Supporters say composting helps the climate and enriches the soil while generating energy.
Americans generated nearly 35 million tons of food waste in 2010, according to the EPA, 97 percent of which went into landfills. By contrast, more than 60 percent of the nation’s yard trim — which makes up a similar portion of the U.S. waste stream — got recycled.
Putting grass cuttings and leaves out on the curb, of course, is more palatable than depositing rotting fruit, crushed eggshells and vegetable peelings. And compost collectors have a limited number of places to deposit their hauls, especially in dense urban areas with expensive real estate.
Many communities in the areas have contracts with waste incineration sites, making it harder to develop organic recycling sites.
“The interest is growing, but there’s not enough places to take it and put it,” said Brenda Platt, who promotes composting for the D.C.-based Institute for Local Self-Reliance.
Jack Jacobs, director of distribution of Safeway’s eastern division, said he prefers not to ship it so far away. But it still makes “good business sense” for the company, he said. Safeway pursued composting “because of our environmental sensibility. We knew it was the right thing to do.”
In the past, major trash industry operators such as Waste Management have sometimes fought government requirements to divert waste because they operate landfills, and they get paid according to how much trash they put there. But these same firmsare now investing in organic recycling, in part because of customer demand. Waste Management — the nation’s largest waste hauler, disposal and recycling company — operates 36 organic processing facilities across the country and has invested in companies such as Waltham, Mass.-based Harvest Power, which takes solid waste from municipalities in the United States and Canada and converts it into high-quality soils or energy.
“We certainly believe it’s becoming mainstream, and in some parts of the country, it’s been mainstream for a while,” said Waste Management’s director of organic recycling, Eric Myers, whose firm just opened a state-of-the-art composting facility in Orlando.
Still, Myers said it is too soon to jettison traditional waste disposal altogether.
“Why not ban food waste? Why not ban landfills?” he asked. “Well, it’s not sustainable.”
Government officials overseeing the most successful programs in the country, however, say public policy has played a critical role in boosting organic recycling rates. Back in 1989, California passed a law to divert half of its waste from landfills by 2000. San Francisco has taken it further by diverting 75 percent of its trash by 2010, and now aims to achieve zero-waste by 2020.
San Francisco’s commercial zero-waste coordinator Jack Macy said the fact that the city charges residents and business based on how much trash they generate, known as “pay as you throw,” has helped boost recycling rates.
“We’ve demonstrated in California, and in other places along the West Coast, when we have a low cost of disposal, good public policy makes a huge difference,” Macy said.
Portland, Ore., by contrast, opted in October 2011 to change its garbage collection program so haulers now take away green waste — including food scraps — once a week, but pick up other trash only once every two weeks.

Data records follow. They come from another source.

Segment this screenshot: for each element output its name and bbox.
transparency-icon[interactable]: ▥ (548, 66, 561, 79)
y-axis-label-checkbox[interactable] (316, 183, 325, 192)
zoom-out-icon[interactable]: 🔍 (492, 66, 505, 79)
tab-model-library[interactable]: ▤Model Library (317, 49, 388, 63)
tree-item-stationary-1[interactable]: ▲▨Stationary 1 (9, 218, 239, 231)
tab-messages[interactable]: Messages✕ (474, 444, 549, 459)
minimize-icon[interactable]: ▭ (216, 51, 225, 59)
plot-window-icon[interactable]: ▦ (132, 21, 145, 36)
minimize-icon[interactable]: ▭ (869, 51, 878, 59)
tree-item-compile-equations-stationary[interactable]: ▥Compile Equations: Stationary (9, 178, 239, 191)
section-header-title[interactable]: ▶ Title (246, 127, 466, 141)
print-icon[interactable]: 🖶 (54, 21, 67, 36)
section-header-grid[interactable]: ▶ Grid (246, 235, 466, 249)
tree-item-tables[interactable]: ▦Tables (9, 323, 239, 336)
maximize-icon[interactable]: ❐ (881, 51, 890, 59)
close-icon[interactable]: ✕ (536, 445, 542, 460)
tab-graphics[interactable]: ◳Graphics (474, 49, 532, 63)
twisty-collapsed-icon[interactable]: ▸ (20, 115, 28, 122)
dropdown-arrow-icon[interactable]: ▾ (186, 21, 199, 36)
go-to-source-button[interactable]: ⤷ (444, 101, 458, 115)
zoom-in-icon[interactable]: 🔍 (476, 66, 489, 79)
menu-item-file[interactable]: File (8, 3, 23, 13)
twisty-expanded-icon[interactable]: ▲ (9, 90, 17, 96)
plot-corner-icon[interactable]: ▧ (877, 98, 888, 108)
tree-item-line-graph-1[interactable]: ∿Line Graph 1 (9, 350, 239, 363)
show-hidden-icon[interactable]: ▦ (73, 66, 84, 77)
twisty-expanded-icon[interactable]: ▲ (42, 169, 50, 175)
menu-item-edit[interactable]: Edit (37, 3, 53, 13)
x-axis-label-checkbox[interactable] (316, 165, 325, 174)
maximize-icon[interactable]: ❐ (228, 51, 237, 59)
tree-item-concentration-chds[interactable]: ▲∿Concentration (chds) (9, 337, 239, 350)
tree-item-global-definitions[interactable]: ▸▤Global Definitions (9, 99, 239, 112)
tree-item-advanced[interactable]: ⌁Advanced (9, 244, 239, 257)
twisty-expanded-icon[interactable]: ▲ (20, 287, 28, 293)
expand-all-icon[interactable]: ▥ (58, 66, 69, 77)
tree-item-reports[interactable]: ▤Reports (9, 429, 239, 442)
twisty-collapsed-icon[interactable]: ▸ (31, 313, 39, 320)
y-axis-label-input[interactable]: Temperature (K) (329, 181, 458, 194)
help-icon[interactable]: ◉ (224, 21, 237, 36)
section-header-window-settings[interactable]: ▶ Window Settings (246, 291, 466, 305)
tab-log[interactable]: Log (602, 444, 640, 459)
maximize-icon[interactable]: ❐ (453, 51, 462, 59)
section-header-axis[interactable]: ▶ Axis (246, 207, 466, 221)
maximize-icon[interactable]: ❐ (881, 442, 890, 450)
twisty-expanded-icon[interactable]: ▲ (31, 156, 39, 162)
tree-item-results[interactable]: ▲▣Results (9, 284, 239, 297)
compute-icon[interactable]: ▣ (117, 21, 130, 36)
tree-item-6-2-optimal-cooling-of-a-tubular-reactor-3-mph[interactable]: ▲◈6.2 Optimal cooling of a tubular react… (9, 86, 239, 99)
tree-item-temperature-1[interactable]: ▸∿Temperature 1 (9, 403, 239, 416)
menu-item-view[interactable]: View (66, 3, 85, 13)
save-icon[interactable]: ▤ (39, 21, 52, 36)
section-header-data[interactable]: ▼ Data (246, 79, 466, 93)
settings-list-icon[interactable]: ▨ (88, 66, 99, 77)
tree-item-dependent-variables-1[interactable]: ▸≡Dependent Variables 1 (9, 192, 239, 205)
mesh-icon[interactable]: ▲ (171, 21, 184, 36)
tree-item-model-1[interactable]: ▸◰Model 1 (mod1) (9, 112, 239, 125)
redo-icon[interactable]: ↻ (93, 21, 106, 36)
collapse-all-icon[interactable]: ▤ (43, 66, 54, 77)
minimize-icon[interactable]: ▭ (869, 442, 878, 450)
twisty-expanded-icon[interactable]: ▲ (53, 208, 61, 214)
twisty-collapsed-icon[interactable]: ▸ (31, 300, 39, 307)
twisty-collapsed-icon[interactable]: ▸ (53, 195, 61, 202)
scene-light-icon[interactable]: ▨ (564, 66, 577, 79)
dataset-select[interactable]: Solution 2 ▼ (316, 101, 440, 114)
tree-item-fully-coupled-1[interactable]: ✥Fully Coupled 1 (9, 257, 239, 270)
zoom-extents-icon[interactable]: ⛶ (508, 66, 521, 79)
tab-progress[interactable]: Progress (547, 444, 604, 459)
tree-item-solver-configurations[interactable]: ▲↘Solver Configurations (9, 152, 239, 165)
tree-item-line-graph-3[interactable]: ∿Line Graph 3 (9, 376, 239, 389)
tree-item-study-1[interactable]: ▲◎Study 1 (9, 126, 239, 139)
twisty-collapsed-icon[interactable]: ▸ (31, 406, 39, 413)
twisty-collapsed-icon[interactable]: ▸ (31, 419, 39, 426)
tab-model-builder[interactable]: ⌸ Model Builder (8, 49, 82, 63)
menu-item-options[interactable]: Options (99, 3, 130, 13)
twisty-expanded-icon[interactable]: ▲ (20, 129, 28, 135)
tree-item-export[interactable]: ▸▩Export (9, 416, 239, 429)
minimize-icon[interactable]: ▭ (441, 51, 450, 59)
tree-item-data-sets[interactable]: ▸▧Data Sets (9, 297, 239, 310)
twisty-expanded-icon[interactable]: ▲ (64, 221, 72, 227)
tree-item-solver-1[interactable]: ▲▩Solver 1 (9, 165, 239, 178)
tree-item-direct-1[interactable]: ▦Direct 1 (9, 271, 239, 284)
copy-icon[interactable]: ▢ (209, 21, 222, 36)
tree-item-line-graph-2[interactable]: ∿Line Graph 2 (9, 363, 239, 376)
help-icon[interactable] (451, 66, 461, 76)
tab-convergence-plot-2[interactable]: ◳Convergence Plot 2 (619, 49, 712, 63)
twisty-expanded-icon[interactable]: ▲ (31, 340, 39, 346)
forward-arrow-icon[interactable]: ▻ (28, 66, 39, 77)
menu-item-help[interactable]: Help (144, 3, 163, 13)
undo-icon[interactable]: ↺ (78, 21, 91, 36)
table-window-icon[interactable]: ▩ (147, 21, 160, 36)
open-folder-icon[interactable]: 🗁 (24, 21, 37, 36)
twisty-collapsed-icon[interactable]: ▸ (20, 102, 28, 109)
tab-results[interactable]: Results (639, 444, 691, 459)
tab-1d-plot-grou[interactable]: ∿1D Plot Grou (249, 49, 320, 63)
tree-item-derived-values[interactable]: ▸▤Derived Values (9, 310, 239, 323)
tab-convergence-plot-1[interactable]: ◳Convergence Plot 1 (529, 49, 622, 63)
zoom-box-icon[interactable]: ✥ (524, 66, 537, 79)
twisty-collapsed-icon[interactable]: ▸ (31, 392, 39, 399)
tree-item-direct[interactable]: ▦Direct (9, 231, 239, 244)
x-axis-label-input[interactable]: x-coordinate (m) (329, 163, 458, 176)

In a single year, the city cut its residential trash load by 40 percent.
Not all politicians have embraced this trend: Democrats introduced composting to the House cafeteria in 2007 after winning the majority, only to see House Speaker John A. Boehner (R-Ohio) jettison the policy in 2011 once Republicans regained control of the chamber.
“The good news is that battle doesn’t tell us where the country stands, it tells us where the Republicans are as an ideological mind-set,” said Rep. Earl Blumenauer (D-Ore.).
In some ways composting is a “reactionary” concept rather than “a new idea,” said Jonathan Bloom, author of the book “American Wasteland.” Bloom grew up in Massachusetts, where many residents used to deposit their food scraps in a pail encased in a cement sleeve outside the back door until the early 1970s. They called it “garbage,” and pig farmers picked it up to use as slop.
Sumner Martinson, director of the Massachusetts Department of Environmental Protection’s composting program, remembers putting those scraps outside his parents’ home as a child. Now, he spends his time explaining to state residents why it’s worth composting again.
“It will happen, but it will take a whole lot of education,” he said.